Feedburner Stats Walkthrough

Feedburner is Google’s RSS feed generator service. Unlike other services that just generate a feed however, Feedburner goes the extra step in providing stats and analytics for you.

Using Feedburner, you can find out stats like how many people have subscribed to your RSS feed, who’s re-posting your feed and how many podcast downloads you’re getting.

Here’s a walkthrough of the Feedburner interface.

Main Screen

When you first log into Feedburner, you’ll be presented with the main screen. It looks something like this:

 
Here are the three most important things about the main screen interface:

1) Select which feed you want to manage. Once you’ve setup your RSS feed, you’ll primarily be using the stats screen rather than the main screen.
2) Copy and paste your blog address in this field to start a new RSS feed.
3) If you want to save your stats or view them offline instead of using the online interface, use this to export your stats.
Click on the feed whose stats you want to see to continue.

Feedburner Tabs Explained

Within each feed, you’ll see the tabs along the top that give you a range of options on what you can do:


 
Analyze – Generally this is the tab you’ll be using the most. It gives you a wide range of statistics on your Feedburner feed.
Optimize – Use tools here to tweak and improve your feed.
Publicize – Use these tools to increase your conversions, subscriptions, virality and traffic.
Monetize – Make money with Google AdSense and Feedburner.
Troubleshootize – If your feed isn’t working the way you think it should, click here to troubleshoot.

Let’s move on to the Analyze interface.

Navigating the Analyze Interface

On the left of the Analyze interface is the Analyze navigation column.

 

Here’s what each tab means:

1) Subscribers is basically how many subscribers you have to your RSS. Feedburner calculates this by tracking how many people are consistently requesting data from your RSS feed.
2) Item use tracks how many people are using specific items. For example, if you want to know how many people are downloading a specific podcast, that can be tracked here.
3) Uncommon uses tells you who’s using your feed in unusual ways.
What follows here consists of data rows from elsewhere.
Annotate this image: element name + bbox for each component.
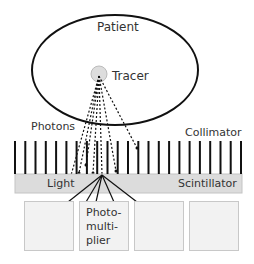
light-label: Light — [47, 178, 74, 190]
photons-label: Photons — [31, 121, 75, 133]
collimator-bars — [15, 141, 241, 174]
photon-paths — [68, 76, 137, 186]
photomultiplier-tube-4 — [189, 201, 239, 251]
patient-label: Patient — [97, 21, 139, 33]
gamma-camera-diagram: Patient Tracer Photons Collimator Light … — [0, 0, 254, 264]
photomultiplier-label: Photo- multi- plier — [86, 206, 122, 248]
scintillator-label: Scintillator — [178, 178, 237, 190]
photomultiplier-tube-1 — [24, 201, 74, 251]
tracer-source — [91, 66, 107, 82]
photomultiplier-tube-2: Photo- multi- plier — [79, 201, 129, 251]
tracer-label: Tracer — [112, 70, 149, 82]
collimator-label: Collimator — [185, 127, 242, 139]
photomultiplier-tube-3 — [134, 201, 184, 251]
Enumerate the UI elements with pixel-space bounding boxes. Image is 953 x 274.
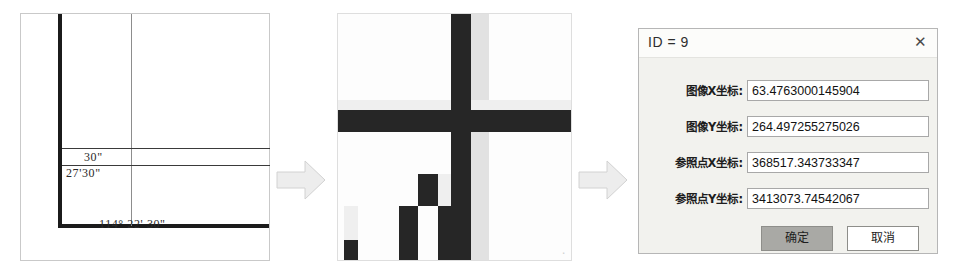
zoom-watermark: ▫	[563, 250, 565, 256]
dialog-body: 图像X坐标: 图像Y坐标: 参照点X坐标: 参照点Y坐标: 确定 取消	[639, 58, 937, 253]
pixel-block-d	[344, 206, 358, 240]
image-y-coordinate-label: 图像Y坐标:	[649, 118, 743, 134]
image-x-coordinate-label: 图像X坐标:	[649, 82, 743, 98]
form-row-reference-x: 参照点X坐标:	[639, 152, 937, 174]
latitude-seconds-label: 30"	[84, 150, 103, 165]
latitude-minutes-seconds-label: 27'30"	[66, 166, 101, 181]
flow-arrow-icon-1	[275, 158, 327, 202]
pixel-block-b-gap	[418, 206, 438, 260]
reference-point-y-coordinate-label: 参照点Y坐标:	[649, 190, 743, 206]
pixel-block-a-shadow	[438, 174, 451, 206]
dialog-title: ID = 9	[648, 34, 689, 50]
ok-button[interactable]: 确定	[761, 226, 833, 251]
reference-point-x-coordinate-input[interactable]	[747, 152, 929, 173]
graticule-line-horizontal-upper	[62, 148, 270, 149]
image-y-coordinate-input[interactable]	[747, 116, 929, 137]
dialog-button-bar: 确定 取消	[639, 226, 937, 252]
pixel-bar-vertical	[451, 14, 471, 260]
flow-arrow-icon-2	[577, 158, 629, 202]
map-neatline-vertical	[58, 14, 62, 228]
form-row-image-y: 图像Y坐标:	[639, 116, 937, 138]
close-icon[interactable]: ✕	[911, 33, 929, 51]
reference-point-y-coordinate-input[interactable]	[747, 188, 929, 209]
pixel-block-e	[344, 240, 358, 260]
pixel-bar-horizontal	[338, 110, 571, 132]
coordinate-entry-dialog: ID = 9 ✕ 图像X坐标: 图像Y坐标: 参照点X坐标: 参照点Y坐标: 确…	[638, 28, 938, 254]
pixel-block-a	[418, 174, 438, 206]
reference-point-x-coordinate-label: 参照点X坐标:	[649, 154, 743, 170]
longitude-label: 114° 22' 30"	[99, 217, 166, 232]
dialog-titlebar[interactable]: ID = 9 ✕	[639, 29, 937, 58]
pixel-column-pale	[471, 14, 489, 260]
map-graticule-drawing: 30" 27'30" 114° 22' 30"	[21, 14, 269, 260]
pixel-block-b	[399, 206, 418, 260]
pixel-block-c	[438, 206, 451, 260]
image-x-coordinate-input[interactable]	[747, 80, 929, 101]
zoomed-pixel-panel: ▫	[337, 13, 572, 261]
form-row-image-x: 图像X坐标:	[639, 80, 937, 102]
cancel-button[interactable]: 取消	[847, 226, 919, 251]
form-row-reference-y: 参照点Y坐标:	[639, 188, 937, 210]
graticule-line-vertical	[131, 14, 132, 226]
map-corner-panel: 30" 27'30" 114° 22' 30"	[20, 13, 270, 261]
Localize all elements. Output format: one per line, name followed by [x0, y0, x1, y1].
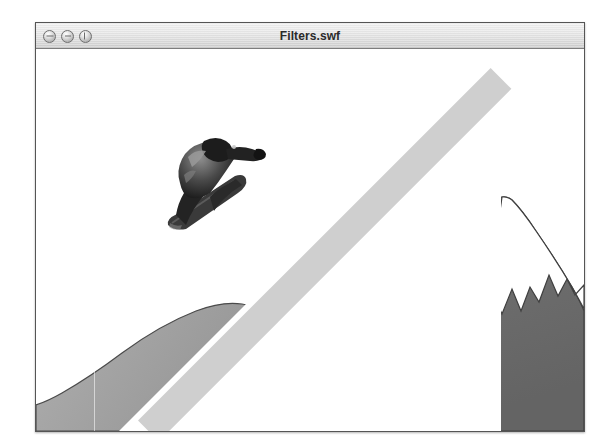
foreground-hill — [36, 289, 445, 431]
screenshot-root: Filters.swf — [0, 0, 616, 448]
foreground-hill-group — [36, 289, 445, 431]
flash-stage[interactable] — [36, 49, 584, 431]
glove — [254, 149, 267, 160]
window-title: Filters.swf — [36, 23, 584, 49]
scene-graphic — [36, 49, 584, 431]
application-window: Filters.swf — [35, 22, 585, 432]
window-titlebar[interactable]: Filters.swf — [36, 23, 584, 49]
snowboarder — [168, 138, 266, 230]
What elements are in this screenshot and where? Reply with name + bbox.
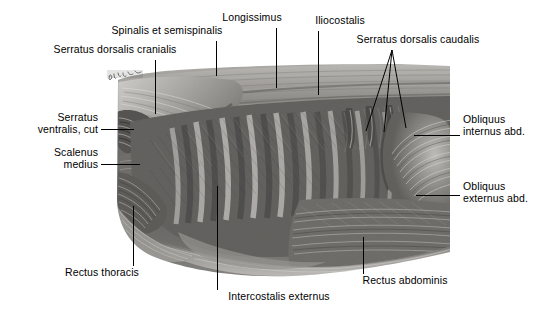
label-serratus-ventralis-cut: Serratus ventralis, cut xyxy=(0,112,98,135)
label-rectus-thoracis: Rectus thoracis xyxy=(42,267,162,279)
label-spinalis-et-semispinalis: Spinalis et semispinalis xyxy=(92,25,242,37)
label-serratus-dorsalis-cranialis: Serratus dorsalis cranialis xyxy=(15,44,215,56)
label-longissimus: Longissimus xyxy=(212,12,292,24)
figure-canvas: Serratus dorsalis cranialis Spinalis et … xyxy=(0,0,552,320)
label-obliquus-internus-abd: Obliquus internus abd. xyxy=(463,114,551,137)
label-scalenus-medius: Scalenus medius xyxy=(0,147,98,170)
label-iliocostalis: Iliocostalis xyxy=(300,15,380,27)
label-obliquus-externus-abd: Obliquus externus abd. xyxy=(463,181,551,204)
label-serratus-dorsalis-caudalis: Serratus dorsalis caudalis xyxy=(338,34,498,46)
label-intercostalis-externus: Intercostalis externus xyxy=(209,291,349,303)
label-rectus-abdominis: Rectus abdominis xyxy=(345,275,465,287)
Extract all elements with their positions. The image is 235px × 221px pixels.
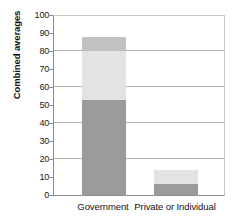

For example, someone may have streamed your RSS feed on their site and be sending you a lot of traffic. If that’s the case, you want to know who that person is and what that site is.

Click on any of the above categories to learn more about your stats.

The Subscribers Interface

Here are the most important parts of the interface:

1) Select the date(s) you want to see your stats for. Unlike Google Analytics, Feedburner only allows you to select specific dates or a 7 day range. If you want to see more stats laid out at the same time, export your data.

If you use the 7 day report, the data will be based on an average of the last 7 days.

2) Here a graph of your stats will be displayed. You can see if you’re trending up or down using this chart.
3) Here you’ll see your two most important stats: Subscribers and reach.
Subscribers – This is the number of people subscribed to your RSS. This number is calculated not tracked. In other words, this is a number that’s calculated by Google based on data from how many times a certain IP address asked for your RSS data within 24 hours. It’s generally quite accurate.
Reach – This is how many people actually read or clicked on something in your RSS feed. There’s a big difference between people just requesting your feed and people actually reading content in your feed.


The Item Use Page

The item use page looks similar to your Subscribers page. It shows you a chart of your items usage and gives you a list of items along with how many times it’s been called. This gives you a good idea of what posts are most popular in your feed.

 
 
Generally it’s a good idea to take your winning posts and ideas and expand on them. You can track which posts are doing well on a daily or on a weekly basis.
The Uncommon Uses Page

The uncommon uses page is interesting in that the stats it gives you are different. Rather than giving you concrete numbers, what Google does here is give you uses of your feed that it thinks are a little strange.
That could mean someone has taken your feed and used it as data on their site. Or, it might have ended up on a spammer’s website as content they’re trying to pass off on their own. But then again, it could be a fan who’s just passing on your content.

In our example below, there has been no uncommon usage found:

Google doesn’t make a distinction about whether the uncommon use is good or bad; all they do is tell you that someone is using your feed for something other than an RSS reader. From then on it’s up to you to decide what to do with that data.